Publishers Weekly also praised American Rebels: “Historian Sankovitch (The Lowells of Massachusetts) explores the family connections and revolutionary politics shared by John Hancock, John and Abigail Adams, and Josiah Quincy Jr., in this richly detailed and fluidly written account…Revolutionary War buffs will savor this thoughtful addition to popular histories of the period.”

Booklist recommended American Rebels: “Sankovitch lays out the evolution of eighteenth-century political thought and shows how it arose within these families and their interconnections. Students of American Revolution history will find a fresh perspective here.”

Goodreads named American Rebels one of “the most highly anticipated new and upcoming nonfiction… books readers can’t wait to crack open…”

American Rebels: How the Hancock, Adams, and Quincy Families Fanned the Flames of Revolution won the 2021 New England Society in the City of New York Book Award for Best Historical Nonfiction.

The Lowells of Massachusetts: An American Family

The Lowells of Massachusetts tells the story of the Lowell family from Percival Lowle’s arrival in the Massachusetts Bay Colony in 1639 through the blazing of Amy Lowell’s poetic glory in the early twentieth century.

Critics hailed The Lowells of Massachusetts as “[A] stirring saga …Vivid and intimate, Ms. Sankovitch’s account entertains us with Puritans and preachers, Tories and rebels, abolitionists and industrialists, lecturers and poets … Ms. Sankovitch has made a compelling contribution to Massachusetts and American History.” ( The Wall Street Journal)

Meet American’s Most Extraordinary Family: the Lowells of Massachusetts,” said The Washington Post: “Sankovitch has searched out these letters to write the powerful story of one of America’s most extraordinary families, a family that helped shape the course of American history in dramatic and decisive ways…By the final pages of this volume, one feels deeply attached to the individual Lowells, while also exhilarated at having experienced this grand sweep of American history.

“[Sankovitch’s] skillful blending of context and detail makes the vicissitudes of one family emblematic of a nation’s,” proclaimed The New Yorker.

The Connecticut Post praised it for reading “like a fine novel. You might be reminded of one of those deep digs into history and storytelling that James Michener used to do in his novels “Hawaii” and “Chesapeake.”

“A fascinating collective biography … paying tribute to both worthy individuals and everyone else in this prominent, complicated family,” said Booklist.

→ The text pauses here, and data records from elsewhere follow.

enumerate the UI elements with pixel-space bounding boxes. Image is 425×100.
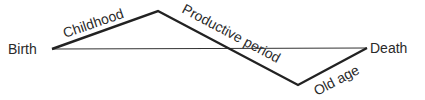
baseline [52, 48, 367, 49]
life-cycle-diagram: Birth Death Childhood Productive period … [0, 0, 425, 100]
birth-label: Birth [8, 41, 37, 57]
death-label: Death [370, 40, 407, 56]
productive-period-label: Productive period [180, 1, 284, 66]
old-age-label: Old age [311, 61, 362, 98]
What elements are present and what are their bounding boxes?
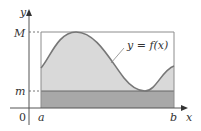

The Library Journal also recommended The Lowells of Massachusetts: “Sankovitch’s use of interpretative passages breathe color into descriptions of home life of various Lowells, adding an artistic dimension to the account. Her ability to switch the focus among the family members while keeping readers fully engaged in the narrative is a significant achievement.”

“A sturdy, busy multibiography of an eminent American family… Exhaustive work by a clear admirer and dogged researcher,” said Kirkus Reviews.

Tolstoy and the Purple Chair: My Year of Magical Reading

Tolstoy and the Purple Chair is a memoir of the year I spent reading a book a day for one year. It was hailed as “an outstanding debut” by Kirkus Reviews, designated a “book to read now” by Oprah, and praised by The Christian Science Monitor, The Los Angeles Times, Bookpage, Publishers’s Weekly, and Booklist.

Signed, Sealed, Delivered: Celebrating the Joys of Letter Writing

Signed, Sealed, Delivered is a combination of history and memoir, in which I explore the history of letter-writing. Oprah hailed Signed, Sealed, Delivered as a book “every joy-seeking woman needs to read” and the book also received celebratory reviews from Publishers Weekly, Kirkus Review, Library Journal, and Booklist. I was invited to give a TEDx talk on the importance of letter writing, in which I presented my own obsession with writing, reading, and saving letters.